56 Mo. App. 678 | Mo. Ct. App. | 1894
— This is an action for personal injuries, in which the plaintiff recovered a judgment for $1,500. This is the second appeal. 49 Mo. App. 644. On the first appeal, we reversed the .judgment for error in the instructions. The facts are fully stated in that
The objection to the instruction is that, giving it a
The next assignment is, that the judgment is not supported by the evidence. The plaintiff, when burned, was only four or five years old. No one saw the accident. Where and how the plaintiff's clothing was ignited are matters of inference only. She was first seen running along Ninth street about two or three hundred feet from the fire in front of the defendant’s premises. Her clothes were then burping. The accident occurred about 11.45 a. m. During the morning she and several of the neighborhood had been playing around the fire above mentioned. They were searching in the embers for nails. The other children went away leaving the plaintiff at the fire. One of the boys who was with her testified that he had only been gone from the fire five or ten minutes, when the accident occurred. The other children had been gone from one-half to three-quarters of an hour. One of the witnesses testified that the plaintiff put the nails which she found into a tin can. Another testified that, a few minutes after the child was burned, she went to the fire in front of the defendant's premises, and that she
This evidence presents two possible theories as to the cause of the accident. For only one of these the defendant can, under any circumstances, be held responsible. Under this condition of the evidence, counsel argue that the defendant’s liability must necessarily rest on bare conjecture, for the reason that there was equally as strong a possibility or probability that the injury was brought about by the other cause for which the defendant could not be held. The position is untenable, since there was substantial evidence to support the plaintiff’s theory. The supreme court in the case of Kelly v. Railroad, 70 Mo. 605, passed on a similar state of facts. The court there said: “Whether Kelly came to his death by stepping off the train before it reached Mooresville Station, or whether it was occasioned by his being thrown under the cars in attempting to alight from the cars, while moving slowly, by direction of defendant’s officers, or whether
In the case at bar, the plaintiff was seen playing in the fire in front of the defendant’s premises about five or ten minutes before she was hurt. She had a tin can, in which she was putting the nails which she found. A few minutes after the accident, a tin can was found lying in the embers where the plaintiff had been playing. From this evidence the jury was authorized to draw the inference that the plaintiff was injured in the manner charged, especially when the plaintiff’s evidence, that there was no fire on the vacant lot at all, is considered. This assignment will likewise be overruled.
Binding no error in the record, the judgment of the circuit court will be affirmed.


### Work required
Each record is to be copied exactly, with its pictures left behind.

### Available records
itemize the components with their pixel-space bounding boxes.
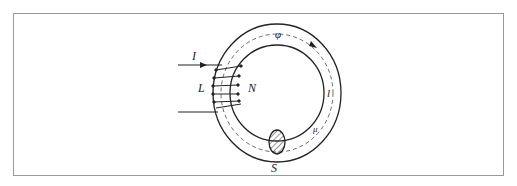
turns-label: N [247,81,257,95]
coil-windings [212,65,242,108]
permeability-label: μ [312,124,318,134]
toroid-diagram: I L N φ l μ S [0,0,517,186]
current-arrow-icon [200,62,207,68]
flux-label: φ [275,28,281,40]
inner-core-edge [230,45,324,141]
cross-section-icon [269,130,285,154]
cross-section-label: S [271,161,277,175]
length-label: l [327,87,330,99]
current-label: I [191,49,197,63]
flux-arrow-icon [309,41,317,48]
inductance-label: L [197,81,205,95]
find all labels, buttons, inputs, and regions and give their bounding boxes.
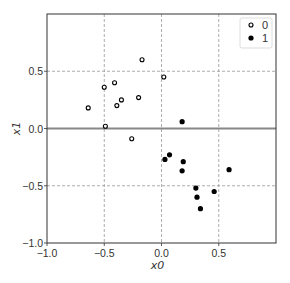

### Written response
itemize the components with their pixel-space bounding boxes.
turns-label: N [247,81,257,95]
coil-windings [212,65,242,108]
permeability-label: μ [312,124,318,134]
toroid-diagram: I L N φ l μ S [0,0,517,186]
current-arrow-icon [200,62,207,68]
flux-label: φ [275,28,281,40]
inner-core-edge [230,45,324,141]
cross-section-icon [269,130,285,154]
cross-section-label: S [271,161,277,175]
length-label: l [327,87,330,99]
current-label: I [191,49,197,63]
flux-arrow-icon [309,41,317,48]
inductance-label: L [197,81,205,95]
find all labels, buttons, inputs, and regions and give their bounding boxes.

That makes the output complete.